This week marks four years since the UK left the EU as a matter of law. Brexit is not the political issue that it once was but its legacy is being highlighted more and more. its realities have been highlighted anew.
Not all the news, in fairness, is bad. The UK has returned to Horizon Europe, the EU’s flagship scientific research programme, and the government has launched a campaign to encourage British institutions to bid for science funding.
Less cheerfully, the UK is imposing border checks on goods entering the country from the EU. This will put up prices for consumers, increase border delays and potentially discourage European businesses from exporting to the UK, thereby reducing choice and competition for British consumers.
Brexiteers who purport to be free traders complain that such border checks are unnecessary and that we could continue to waive them. “The government doesn’t need to do this,” claims Jacob Rees-Mogg, describing the checks are an act of self-sabotage (oh, the irony). As a temporary expedient, delaying these checks made sense but it is hard to see how this could be a permanent state of affairs. It essentially means accepting that the EU’s product regulations are always acceptable and would make it very difficult to enter into free trade agreements with third parties. One might almost argue that this would not be a proper Brexit. The unavoidable reality is that leaving the single market and the customs union means that additional frictions and costs are involved in both exporting to and importing from the EU.
The biggest development of the week, however, has been in Northern Ireland. The Democratic Unionist Party voted in principle to restore the Stormont Assembly on the grounds that its concerns about the operation of the Northern Ireland protocol had been sufficiently addressed. If the deal is sustainable, this is very good news, allowing power-sharing to be restored after a two-year hiatus.
This issue takes us back to the period when the UK was trying to negotiate its departure from the EU and the issue of Northern Ireland could not be resolved. The fundamental point here is that it is not possible for the UK to diverge from the EU and to avoid a border either between Northern Ireland and the Republic of Ireland or between Great Britain and Northern Ireland. The EU would not accept a hard border on the island of Ireland; Northern Irish unionists would not accept a hard border between Great Britain and Northern Ireland; and Tory Brexiteers would not accept constraints on divergence. The matter was resolved by Boris Johnson accepting a GB/NI border but lying about it.
For the unionists, this was not a good outcome. They, along with some of their Conservative allies, hoped the matter would be subsequently resolved when Johnson had a Conservative majority and negotiated the post-Brexit relationship. Johnson let them down but continued to promise that he would resolve the matter one day.
In doing so, principally by making threats to depart unilaterally from the agreements he had reached, Johnson poisoned the UK/EU relationship. Rishi Sunak – to his credit – got a deal in the form of the Windsor framework, restoring a much more constructive relationship with the EU and reducing the number of border checks.
It was progress, but the Northern Ireland trilemma was not removed, only mitigated. Divergence means a border, and the reality is that a hard Irish border will not be accepted by the EU.
This is why the issue continues to be so troublesome. If Sunak promises not to diverge, his party will be appalled. If he ignores the Northern Ireland protocol (as amended by the Windsor framework), the EU and the nationalist community will be appalled. The scope for concessions to the DUP has always been limited.
Within these considerable constraints, Sunak has been able to offer something. The “green lane” for goods has become the UK Internal Market System, involving fewer checks. Separately, changes to the EU tariff regime will mean that Northern Ireland can benefit from any lower tariffs that the UK negotiates with third countries.
It is complex, something of a fudge, and won’t satisfy everyone but this looks to be enough to get the deal over the line. That is no mean achievement.
There are three observations to be made about this. First, the fundamental constraints are real and may return to prominence in future. Divergence requires a border of sorts, and that border will be between Great Britain and Northern Ireland (whatever the DUP leader Jeffrey Donaldson may claim). But second, within those constraints, the EU has been willing to be flexible over their operation. That flexibility has been on offer to the UK when it has engaged constructively with the EU rather than threatening to browbeat it. Sunak has extracted much more from the EU than Johnson ever did.
The third point is that the good news about Brexit is when its impact is minimised or reversed. It is good news that the UK has rejoined Horizon because the status quo ante was a good arrangement. Reaching a deal on border arrangements that allows Stormont to be re-established is good news, because it moves us a little closer to the pre-Brexit position. But when we diverge by imposing border checks with the EU, the reality is higher costs and greater inconvenience. If the most we are able to achieve post-Brexit is with its mitigation, it is no surprise that public opinion, particularly in the case of younger voters, has concluded that Brexit was a mistake. In those circumstances, the current EU/UK settlement is not as secure as it appears.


Your instructions:
Write out every line of the material exactly as it appears.

Top of Dataset excerpts

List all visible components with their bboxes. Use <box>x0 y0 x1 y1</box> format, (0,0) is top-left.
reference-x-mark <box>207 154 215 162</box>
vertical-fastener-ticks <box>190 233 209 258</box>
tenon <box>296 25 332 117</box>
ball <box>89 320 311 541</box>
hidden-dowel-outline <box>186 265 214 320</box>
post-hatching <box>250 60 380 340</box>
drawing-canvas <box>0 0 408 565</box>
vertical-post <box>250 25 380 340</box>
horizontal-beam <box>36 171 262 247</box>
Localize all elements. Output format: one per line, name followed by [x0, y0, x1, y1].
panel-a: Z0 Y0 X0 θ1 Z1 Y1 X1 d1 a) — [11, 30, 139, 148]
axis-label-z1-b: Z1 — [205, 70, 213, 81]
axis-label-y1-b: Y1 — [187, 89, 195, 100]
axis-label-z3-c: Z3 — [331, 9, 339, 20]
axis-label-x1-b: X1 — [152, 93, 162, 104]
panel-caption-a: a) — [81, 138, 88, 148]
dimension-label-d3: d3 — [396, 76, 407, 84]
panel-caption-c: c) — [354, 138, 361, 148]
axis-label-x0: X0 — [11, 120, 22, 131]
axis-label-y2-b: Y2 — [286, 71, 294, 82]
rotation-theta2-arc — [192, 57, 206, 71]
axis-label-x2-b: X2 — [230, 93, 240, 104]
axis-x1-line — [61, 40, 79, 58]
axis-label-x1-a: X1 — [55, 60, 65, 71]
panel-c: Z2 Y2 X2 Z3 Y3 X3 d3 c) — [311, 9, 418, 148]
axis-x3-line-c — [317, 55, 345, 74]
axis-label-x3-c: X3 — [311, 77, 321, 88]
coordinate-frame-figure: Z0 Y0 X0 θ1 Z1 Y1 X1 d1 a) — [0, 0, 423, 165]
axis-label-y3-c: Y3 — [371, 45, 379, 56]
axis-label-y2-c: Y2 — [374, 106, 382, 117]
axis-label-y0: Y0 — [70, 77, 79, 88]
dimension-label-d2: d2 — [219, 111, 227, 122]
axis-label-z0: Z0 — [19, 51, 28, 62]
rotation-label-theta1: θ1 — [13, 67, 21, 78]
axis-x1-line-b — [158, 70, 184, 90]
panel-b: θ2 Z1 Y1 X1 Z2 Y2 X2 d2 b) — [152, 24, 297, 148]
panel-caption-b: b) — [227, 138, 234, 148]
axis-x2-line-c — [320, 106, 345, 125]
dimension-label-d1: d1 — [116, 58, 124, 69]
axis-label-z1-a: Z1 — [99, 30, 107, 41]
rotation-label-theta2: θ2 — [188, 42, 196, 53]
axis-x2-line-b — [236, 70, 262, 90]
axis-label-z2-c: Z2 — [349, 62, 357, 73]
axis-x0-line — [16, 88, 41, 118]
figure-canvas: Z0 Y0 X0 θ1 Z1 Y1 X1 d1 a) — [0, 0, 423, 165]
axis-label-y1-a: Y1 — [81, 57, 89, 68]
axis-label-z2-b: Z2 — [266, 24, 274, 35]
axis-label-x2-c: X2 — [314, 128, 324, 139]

Bottom of Dataset excerpts

Solved exercise:
List all visible components with their bboxes. Use <box>x0 y0 x1 y1</box> format, (0,0) is top-left.
reference-x-mark <box>207 154 215 162</box>
vertical-fastener-ticks <box>190 233 209 258</box>
tenon <box>296 25 332 117</box>
ball <box>89 320 311 541</box>
hidden-dowel-outline <box>186 265 214 320</box>
post-hatching <box>250 60 380 340</box>
drawing-canvas <box>0 0 408 565</box>
vertical-post <box>250 25 380 340</box>
horizontal-beam <box>36 171 262 247</box>
Localize all elements. Output format: one per line, name followed by [x0, y0, x1, y1].
panel-a: Z0 Y0 X0 θ1 Z1 Y1 X1 d1 a) — [11, 30, 139, 148]
axis-label-z1-b: Z1 — [205, 70, 213, 81]
axis-label-y1-b: Y1 — [187, 89, 195, 100]
axis-label-z3-c: Z3 — [331, 9, 339, 20]
axis-label-x1-b: X1 — [152, 93, 162, 104]
panel-caption-a: a) — [81, 138, 88, 148]
dimension-label-d3: d3 — [396, 76, 407, 84]
panel-caption-c: c) — [354, 138, 361, 148]
axis-label-x0: X0 — [11, 120, 22, 131]
axis-label-y2-b: Y2 — [286, 71, 294, 82]
rotation-theta2-arc — [192, 57, 206, 71]
axis-label-x2-b: X2 — [230, 93, 240, 104]
axis-x1-line — [61, 40, 79, 58]
axis-label-x1-a: X1 — [55, 60, 65, 71]
panel-c: Z2 Y2 X2 Z3 Y3 X3 d3 c) — [311, 9, 418, 148]
axis-x3-line-c — [317, 55, 345, 74]
axis-label-x3-c: X3 — [311, 77, 321, 88]
coordinate-frame-figure: Z0 Y0 X0 θ1 Z1 Y1 X1 d1 a) — [0, 0, 423, 165]
axis-label-y3-c: Y3 — [371, 45, 379, 56]
axis-label-y2-c: Y2 — [374, 106, 382, 117]
axis-label-y0: Y0 — [70, 77, 79, 88]
dimension-label-d2: d2 — [219, 111, 227, 122]
axis-label-z0: Z0 — [19, 51, 28, 62]
rotation-label-theta1: θ1 — [13, 67, 21, 78]
axis-x1-line-b — [158, 70, 184, 90]
panel-b: θ2 Z1 Y1 X1 Z2 Y2 X2 d2 b) — [152, 24, 297, 148]
panel-caption-b: b) — [227, 138, 234, 148]
axis-x2-line-c — [320, 106, 345, 125]
dimension-label-d1: d1 — [116, 58, 124, 69]
axis-label-z1-a: Z1 — [99, 30, 107, 41]
rotation-label-theta2: θ2 — [188, 42, 196, 53]
axis-x2-line-b — [236, 70, 262, 90]
axis-label-z2-c: Z2 — [349, 62, 357, 73]
axis-x0-line — [16, 88, 41, 118]
figure-canvas: Z0 Y0 X0 θ1 Z1 Y1 X1 d1 a) — [0, 0, 423, 165]
axis-label-y1-a: Y1 — [81, 57, 89, 68]
axis-label-z2-b: Z2 — [266, 24, 274, 35]
axis-label-x2-c: X2 — [314, 128, 324, 139]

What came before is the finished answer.